‘The best’ bitcoins are the ones from the Silk Road, the first modern darknet market, because they’ve got through the U.S. Marshalls and have been ‘blessed’ by the U.S. government – ‘those are very clean,’ Matt Walsh, Partner at Castle Island Ventures, a U.S.-based venture capital firm, joked while discussing so-called “virgin bitcoins” during a podcast.
He and another partner at the firm, Nic Carter, are co-hosts of the On the Brink podcast. In their latest episode, released on December 2, they talked to Dan Matuszewski, Principal and Co-Founder of crypto trading firm CMS Holdings, who previously led one of the largest OTC desks in crypto markets at Circle for over two years and was a part of Kraken’s early team.
On the interviewer’s question about virgin BTC going for a premium as they are “clean,” Matuszewski quickly replied with “no.” CMS Holdings has never seen demand for it. “I’ve never seen anybody coming to us trying to buy them,” he says, adding that “people who don’t know what they’re talking about sometimes ask” if a coin is a virgin coin, but it has never happened for somebody to ask to buy specifically and only a virgin coin and say they’re willing to pay more for it.
In either case, Flex Yan, CEO of Babel Finance, a Hong Kong-based crypto financial services company, said in August this year that buyers of “virgin bitcoins” are paying up to 20% more for coins with no transaction history. Yan argued that demand for the virgin coins is growing as “without any transactional history, there is essentially no risk of the coins being seized or frozen due to their involvement in questionable past dealings.” Meanwhile, at the same time, Dovey Wan, Partner of crypto investment firm Primitive Ventures, was looking for buyers interested in this kind of BTC.
Back to the podcast, the hosts and the founder further discussed the legend of a virgin coin, saying that there couldn’t possibly be such a thing as fees themselves have history and possibly some taint, and it’d need to be a zero-fee block to have a virgin coin.
In the beginning, CMS Holdings was sourcing Bitcoin (BTC) and Ethereum (ETH) directly from the miners, by establishing good relations with them and buying all their flow. It was “a natural pairing” between “consistent sellers […] consistent buyers,” says Matuszewski.

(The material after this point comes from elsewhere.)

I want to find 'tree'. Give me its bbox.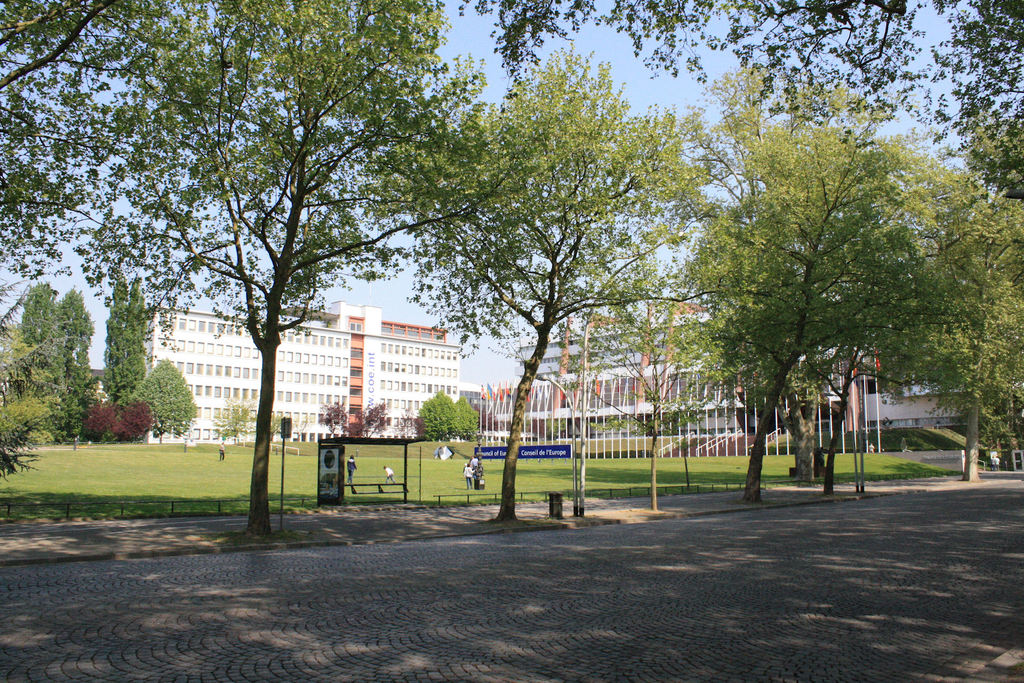
51:286:99:448.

2017 changed it all, as it changed the miners and their industry. The “stuff started to get wild” back then and:
- many miners got really rich really fast,
- many stopped hedging and decided to keep more inventory,
- they got smarter and more sophisticated, and many bigger ones established their own treasury functions.
At pixel time (13:10 UTC), BTC trades at c. USD 7,330 and is almost unchanged in the past 24 hours. It’s up by 2.4% in the past week, trimming its monthly losses to 20%. The price is up by 81% in a year.